After all, Federman will tell you, my father was not only a Russian, he was a Russian Cossack. Perhaps the only Jewish Cossack in the entire Russian Cossack Army ever. And in Russian they called my father: Dimitri Fyodor Konstantin Ivanovitch Federmanov.

And he will even tell you that one of his ancestors was nobility, the Baron Nicolas von Federman, a 16th century German Conquistador, who died an unfortunate death by drowning while paddling a rowboat down some infested river in the jungles of the New World -- a rowboat full of treasures, gold, precious stones, ancient statues, bibelots, even money, or whatever rare currency was used for money in those days. Yes, Federman's glorious ancestor, Le Baron Nicolas de Féderman, as he was known in France when he resided at the court of Henry the Fourth, before he sailed to the New World in conquest of fame and fortune, drowned rowing down some infested river in the jungles of some yet unnamed country. That's what Federman will tell you, if you ask him where the name Federman comes from, and what it means.

His wife [whose name shall not be investigated today, a name loaded with beautiful possibilities -- Hubscher was her maiden name, which means more beautiful] always tells him that Federman does not mean Penman, that it has nothing to do with la plume and with his vocation as a writer, that simply the name came from what his ancestors were doing back in the old country. And what were Federman's ancestors doing in the old country? his wife explains, plucking chicken feathers in the steppes of Russian or the Ghettos of Poland. That's all you are, his lovely wife always tells him [not sarcastically, not meanly, no, on the contrary, gently, lovingly, affectionately] -- a featherplucker.

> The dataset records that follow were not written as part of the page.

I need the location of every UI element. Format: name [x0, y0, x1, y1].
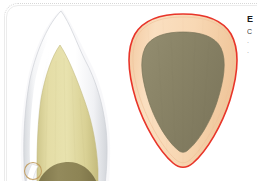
tooth-sagittal-section — [4, 6, 119, 181]
caption-line-3: · — [247, 48, 257, 57]
caption-block: E C · · — [247, 13, 257, 57]
figure-root: E C · · — [0, 0, 257, 181]
caption-line-2: · — [247, 38, 257, 47]
caption-line-1: C — [247, 27, 257, 37]
caption-title: E — [247, 13, 257, 26]
tooth-axial-section — [123, 8, 243, 178]
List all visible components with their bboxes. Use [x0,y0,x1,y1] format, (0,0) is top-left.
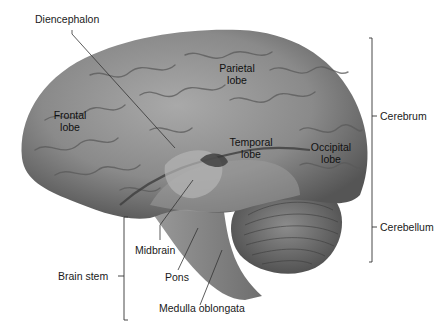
label-frontal-lobe: Frontal lobe [50,109,90,133]
label-brain-stem: Brain stem [58,270,108,282]
label-cerebellum: Cerebellum [380,221,434,233]
label-parietal-lobe: Parietal lobe [212,62,262,86]
label-diencephalon: Diencephalon [35,13,99,25]
label-cerebrum: Cerebrum [380,110,427,122]
brain-stem-bracket [124,217,128,320]
label-midbrain: Midbrain [135,244,175,256]
label-medulla-oblongata: Medulla oblongata [159,302,245,314]
brain-illustration [0,0,447,335]
cerebrum-bracket [369,38,372,160]
brain-diagram: Diencephalon Frontal lobe Parietal lobe … [0,0,447,335]
label-pons: Pons [165,271,189,283]
label-occipital-lobe: Occipital lobe [306,141,356,165]
cerebellum-bracket [369,190,372,262]
label-temporal-lobe: Temporal lobe [224,136,278,160]
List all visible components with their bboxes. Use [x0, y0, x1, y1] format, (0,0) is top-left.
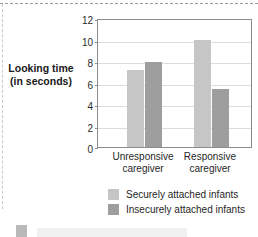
- legend-swatch-icon: [108, 204, 119, 215]
- bar: [194, 40, 211, 148]
- y-axis-tick: [95, 63, 98, 64]
- y-axis-tick: [95, 106, 98, 107]
- y-axis-tick-label: 12: [82, 15, 93, 26]
- x-axis-label-1-line2: caregiver: [168, 163, 252, 175]
- legend-label: Securely attached infants: [126, 189, 238, 200]
- y-axis-tick: [95, 128, 98, 129]
- y-axis-title-line2: (in seconds): [0, 75, 82, 88]
- top-divider: [0, 3, 258, 4]
- y-axis-tick: [95, 148, 98, 149]
- legend-label: Insecurely attached infants: [126, 204, 245, 215]
- bar: [212, 89, 229, 147]
- left-divider: [2, 4, 3, 209]
- y-axis-tick-label: 10: [82, 36, 93, 47]
- y-axis-tick-label: 0: [87, 144, 93, 155]
- y-axis-tick: [95, 42, 98, 43]
- plot-area: 024681012: [97, 19, 252, 148]
- bottom-swatch-icon: [16, 225, 27, 237]
- chart-figure: Looking time (in seconds) 024681012 Unre…: [0, 0, 258, 237]
- chart-legend: Securely attached infantsInsecurely atta…: [108, 187, 245, 217]
- bar: [145, 62, 162, 147]
- legend-item: Insecurely attached infants: [108, 202, 245, 217]
- x-axis-label-1-line1: Responsive: [168, 151, 252, 163]
- y-axis-tick: [95, 85, 98, 86]
- y-axis-tick-label: 6: [87, 79, 93, 90]
- bar: [127, 70, 144, 147]
- legend-item: Securely attached infants: [108, 187, 245, 202]
- bar-group: [127, 20, 162, 147]
- x-axis-label-1: Responsive caregiver: [168, 151, 252, 175]
- y-axis-tick-label: 8: [87, 58, 93, 69]
- y-axis-tick-label: 4: [87, 101, 93, 112]
- legend-swatch-icon: [108, 189, 119, 200]
- bottom-placeholder-bar: [37, 228, 187, 237]
- bar-group: [194, 20, 229, 147]
- y-axis-title-line1: Looking time: [0, 62, 82, 75]
- y-axis-title: Looking time (in seconds): [0, 62, 82, 88]
- y-axis-tick-label: 2: [87, 122, 93, 133]
- y-axis-tick: [95, 20, 98, 21]
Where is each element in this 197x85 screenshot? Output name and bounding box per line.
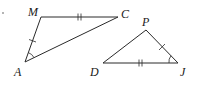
angle-arc-a: [28, 53, 34, 58]
stray-dot: [2, 12, 4, 14]
triangle-mac: [25, 14, 118, 63]
congruent-triangles-diagram: M A C P D J: [0, 0, 197, 85]
vertex-label-j: J: [180, 65, 186, 79]
vertex-label-m: M: [27, 5, 39, 19]
segment-pd: [103, 30, 146, 63]
vertex-label-a: A: [13, 65, 22, 79]
vertex-label-c: C: [121, 7, 130, 21]
vertex-label-d: D: [89, 65, 99, 79]
angle-arc-j: [169, 56, 171, 63]
vertex-label-p: P: [141, 15, 150, 29]
triangle-pdj: [103, 30, 178, 67]
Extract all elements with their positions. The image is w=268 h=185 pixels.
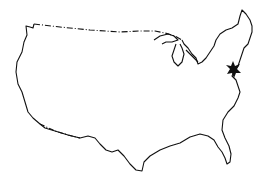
us-map [0, 0, 268, 185]
southern-border [40, 124, 80, 138]
northern-border [34, 24, 182, 40]
us-outline [16, 10, 252, 171]
great-lakes [154, 34, 198, 66]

But Federman gets mad when peoplecall him a featherplucker. I would prefer to be a chickenfucker than a featherplucker, he shouts at them. And he really means it.

That's how much Federman loves his name. Federman would kill the guy who would fuck with his name.

He gets so mad, when in the German Press [where his name often appears because of his reputation as a famous Schriftsteller -- yes, Federman is a famous writer in Germany] they spell Federman, Federmann, with an extra n. That really bugs him to be so easily assimilated into German Kultur -- with a K.

Federman is proud of his name. Even if you offered him a million dollars, ten million dollars, he would not sell you his name, he would not change it. That's how proud he is of his name. How much he respects his own name. But Federman is worried, because he is the last Federman in his family. The end of the line. All the other Federmans have already changed tense. And Federman has no son by that name.

Ah, but he has a daughter, and his daughter -- the kid as he calls her, or puce, or pipsy, or mademoiselle Federman, or Professor Federman [yes, Professor Federman, his lovely daughter is also a professor, but that's another story which has nothing to do, or perhaps has everything to do with the name Federman] -- even though she is now old enough to tell Federman what she thinks of him, his daughter is so proud of the name Federman, that she will never, never, she says, even if she were to be tortured, change that name, or assume another name. She is all Federman. That is why Federman loves his name and loves those who carry that name.